The effects of these conditions extend beyond her tiny patients. She has also discovered the emotional and psychological toll that having a newborn in the neonatal intensive care unit (NICU) has on parents and families. “Over half of our parents develop an anxiety disorder during their infant’s stay and 35 percent of parents leave exceeding the threshold for clinical depression. The most stressful experience for the parents is the loss of their role of being a parent and their inability to make decisions for their babies.”
Recognizing these challenges, Dr. Inder has meticulously planned every detail of the NICU to support her patients and their parents, down to the paint colors on the walls and the sounds babies hear in the unit. The environment builds essential connections between parents and their premature newborns. As one colleague says, “She believes compassionate care–delivered in the right way, at the right time, by the right people–is just as vital to an infant’s survival and success as the medicine and devices doctors use to treat them.”
One example of Terrie’s drive for compassionate care in dire circumstances involved a baby with severe irreversible brain injury detected soon after birth. The family was devastated, but once they became reconciled to the dismal options for survival, they wished to have their baby be an organ donor. Prior to this, the hospital guidelines for donation excluded neonatal patients. However, Terrie was able to get an exception and ensured that the infant could donate his heart and kidneys to three recipients. The relief and gratefulness of the grieving family was evident.
The parent of an infant born at 26 weeks and weighing less than two pounds, says of Dr.
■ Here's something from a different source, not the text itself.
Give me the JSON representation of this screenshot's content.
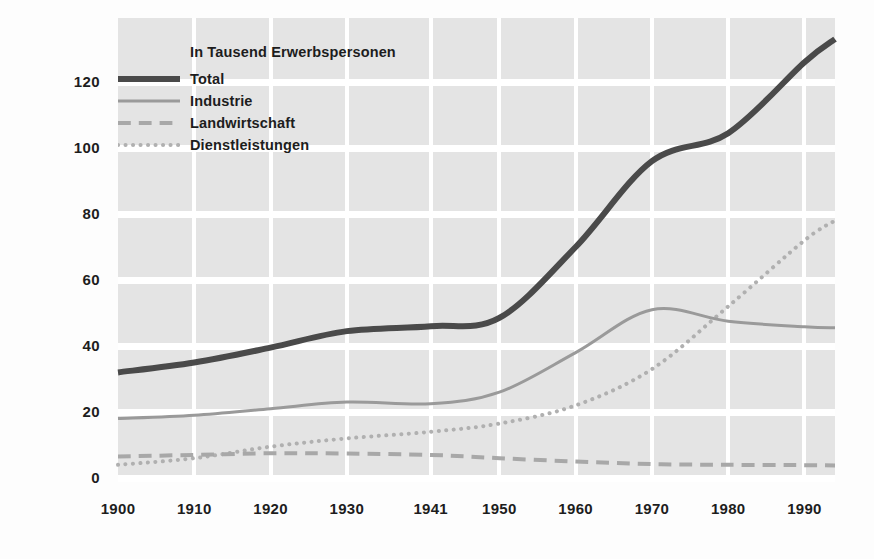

Inder, “From the moment we met, I knew Dr. Inder was the ideal person to have involved in our baby’s care. She was smart, funny, compassionate, and she seemed to know just what we needed to hear in order to
persist during such an incredibly difficult time. Dr. Inder is many things to many people, but to us she is the reason my husband and I are able to share our lives with a charming, vivacious, and incredibly stubborn 3-year-old. Without her medical acumen, coupled so perfectly with the compassionate care of our child and our family as a whole, our lives might look very different.”